OOPSY DAISY PATCH SM sampler playback issue
HI all,
I am attempting create a sampler with the Daisy patches of module, using Oopsyand Gen/Max MSP.
I’ve edited a patcher orignally made by Graham Wakefield in Gen~, so that it works as a sound on sound looper. I put it together in gen and it sounds great, no issues.
I’m attempting to make it into a eurorack module, and after getting the patch submodule on the breadboard, I’m having an issue where once I move knobs/ controls related to the phasor reading from the buffer, the sample play back becomes noisy and distored in a way it is not when in the gen patch- I know sometimes analog hardware noise can cause this, so I put the oopsy.ctl.smooth3 object infront of all the parameters and still get the same result.
Could someone with the patch/patch submodule assist in perhaps testing my max patcher on their unite to see if the issue persists? Any help as to why they would fundamentall;y work different in the atch vs embedded hardware would help. Attached is a link to the max patcher ready to be flashed to daisy patch. Thanks!
I doubt that this is the cause, but you have a typo in your Param cv2 object: "@min1" should be "@min 1".
In general, if you are writing a live audio signal into a buffer/data, you should be incrementing the pointer by 1 sample at a time. Anything other than that can lead to corrupted data, as you either leave gaps or overwrite too many samples. In your patch you have a [phasor 0.1] driving the two [poke] objects. I know the [data] is defined as 10 seconds so in theory [phasor 0.1] should produce increments of one sample at a time, but in practice there's a chance that you might get some floating point error in there. The Daisy runs with 32-bit floats that are more susceptible to this, compared to the 64-bit floats in Max. I'm not sure if that's the issue but it could be. You could fix this by replacing the [phasor] and [poke @index phase]s with a [counter dim(mydata)] driving [poke] (without @index phase).
Oh another thing you might want to watch out for: for feedback (sound on sound) you might want to insert [dcblock] ops to make sure your signal isn't running out of headroom due to any DC accumulation. You can put them right after the [wave], or right before the [poke]s.
You have clippers at the end, which can distort nastily. Try replacing with [tanh] for a softer clip? It will make the output a bit quieter initially, but if any signals are too hot they will distort in a much more pleasant way than [clip].

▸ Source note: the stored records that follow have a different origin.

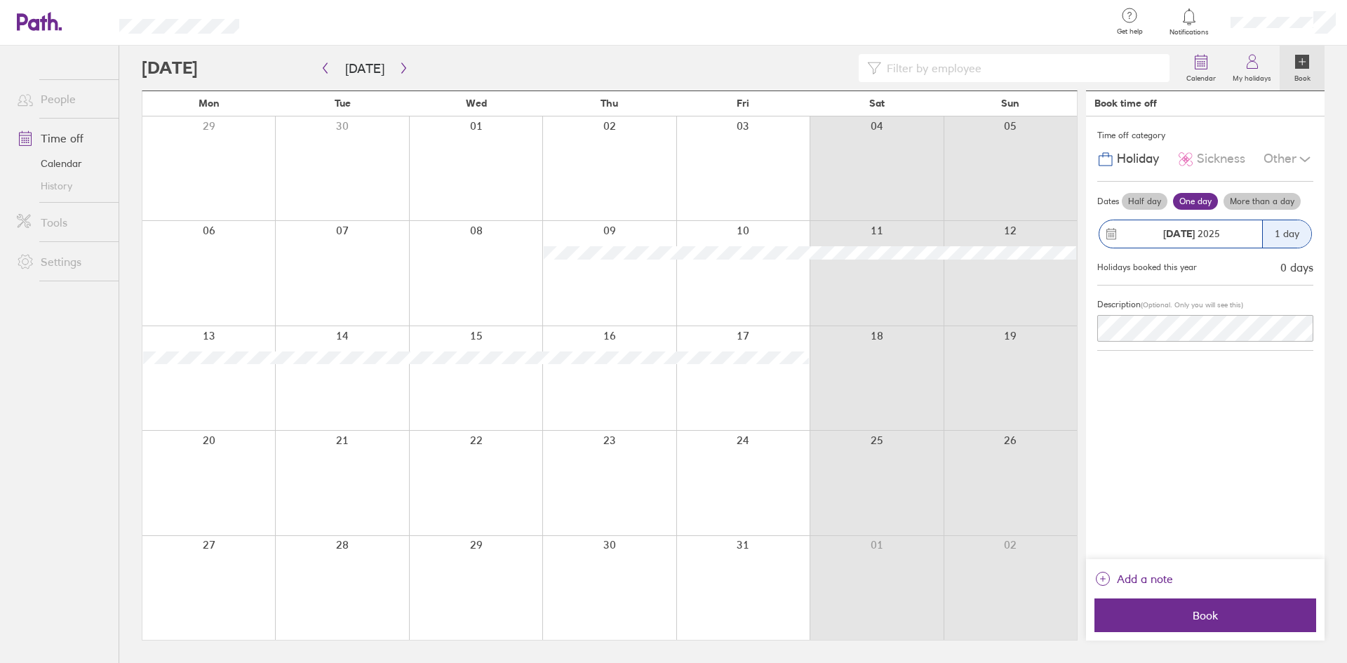 The width and height of the screenshot is (1347, 663). Describe the element at coordinates (476, 103) in the screenshot. I see `span: Wed` at that location.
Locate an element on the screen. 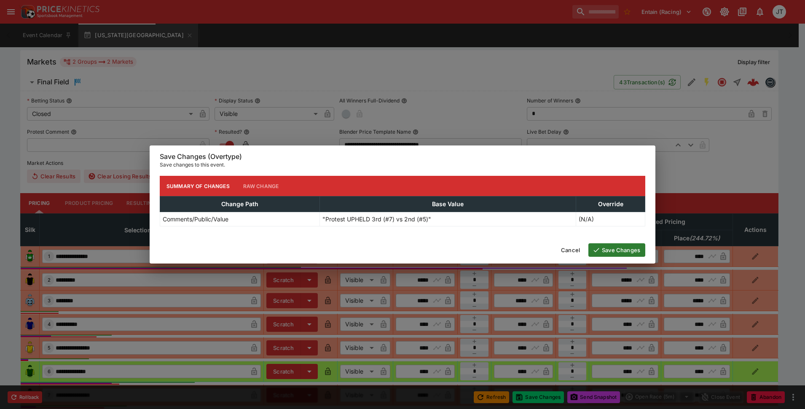 The height and width of the screenshot is (409, 805). td: (N/A) is located at coordinates (611, 219).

The calculation of [s clock] is a little odd. You have an accum that then goes into a fract, which will give you something like phasor from 0 to 1. But then this goes through an oopsy.ctrl.smooth3, which will turn the ramp into a smoothed ramp. That means at the end of each ramp loop, instead of jumping from 1 to 0 you'll get a smoothed curve from 1 to 0, which will sound like a fast rewind. I'm not sure that's what you want. I'm also not sure what the sample & hold is doing, but that's also going to be curved in a similar way.

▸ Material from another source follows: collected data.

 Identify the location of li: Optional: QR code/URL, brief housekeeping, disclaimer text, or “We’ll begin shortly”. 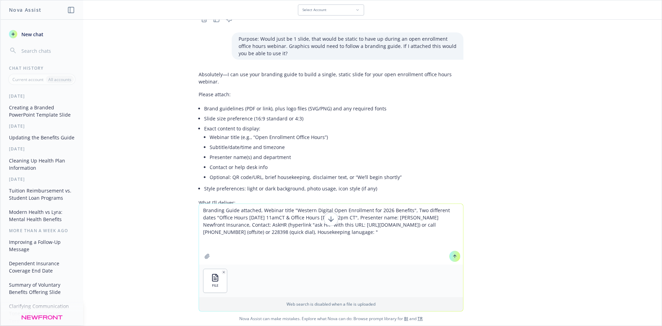
(336, 177).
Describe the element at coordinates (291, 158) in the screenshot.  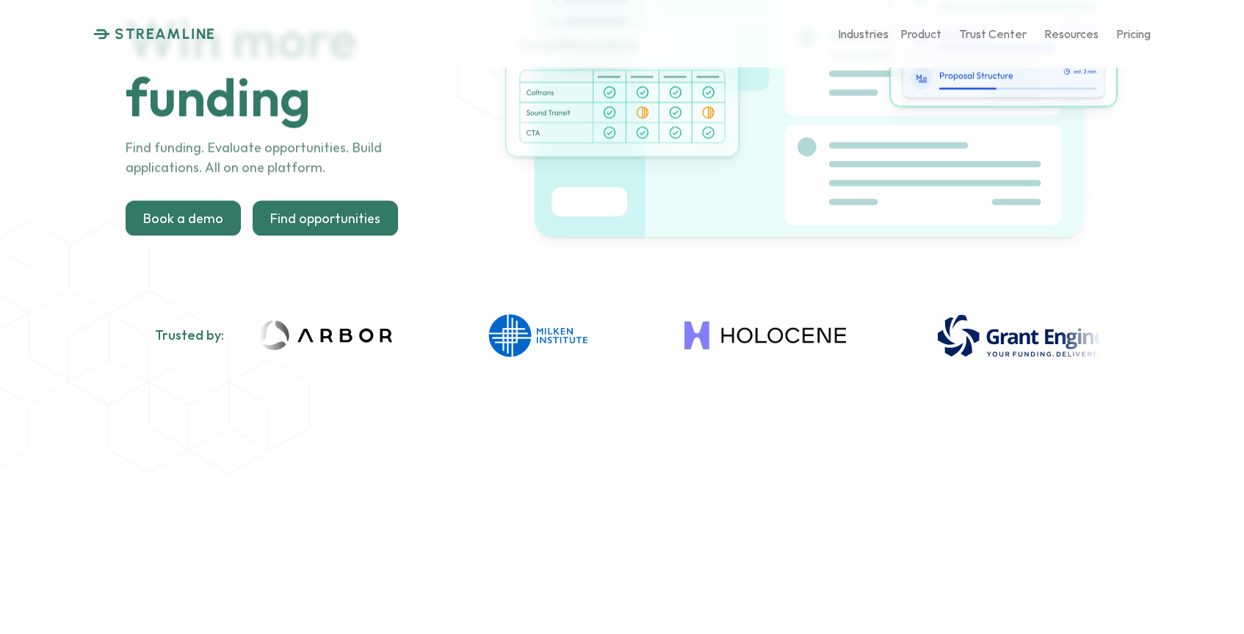
I see `p: Find funding. Evaluate opportunities. Build applications. All on one platform.` at that location.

Generally, you want to apply the smoothing to the param inputs directly and then use the smoothed values, i.e. don't use things like [* cv2], but route the [param cv2] to [oopsy.ctrl.smooth3] and then use that to feed into a [* ].
And for the ramp itself, to try to maintain a continuous ramp, you might want to place the accum+fract near the end (or just use a phasor). Again, things that work in Max (where math is 64-bit and signals have no noise) might not work on Daisy (where math is 32-bit and inputs always have noise).
Other tips:
The gate1 circuit to turn writing off should have the else-case as -1, so that it doesn't keep rewriting the 0th index of the data. Just hook up a [-1] object to the 3rd inlet of the [?].
Btw you can instead say [data samplerate*10 2] which will mean it still works even if you change the samplerate.
Hi Graham
Thanks so much for the time to look through my patch and give me those notes, that was extremely helpful and I think you were able to get to the root of the problem! Seems to be related to the fact that I couldn't get the Oopsy control objects in between those [/cv2] [*cv2] without separating the math operators from the param like you mentioned ---I made the other changes you mentioned as well and it works properly on the daisy now :) the only thing is that the tape flutter sounds from moving the knobs with oopsy.ctrl.smooth2 or oopsy.ctrl.smooth3 in front of the params are still pretty intense, and without those objects I suffer from the same noise issue I originally had. Any other suggestions for a less intense effect while still mitigating noise? Thanks again! Here is the patch cleaned up and labeled so you can see the changes made:
Glad that helped!
Yeah it's tricky -- modulating delay time is one of the things that reveals microfluctuations the most. If you think about it, modulating a delay is like doing a pitch shift, and our ears are incredibly sensitive to pitch changes. The shift is based on the rate-of-change of the control parameter, so even a very tiny bit of deviation can cause an audible result. On top of that, your parameter is modulating a multiplier against the entire range of the delay line -- 10 seconds on one knob -- which is a huge range!
You can look into a few different things to keep this under more control. You could consider having fine & coarse tuning options, with different filtering on each. You could consider quantizing the coarse tuning. You could look into different kinds of smoothing filters, such as a cascaded moving average, that might result in steadier output.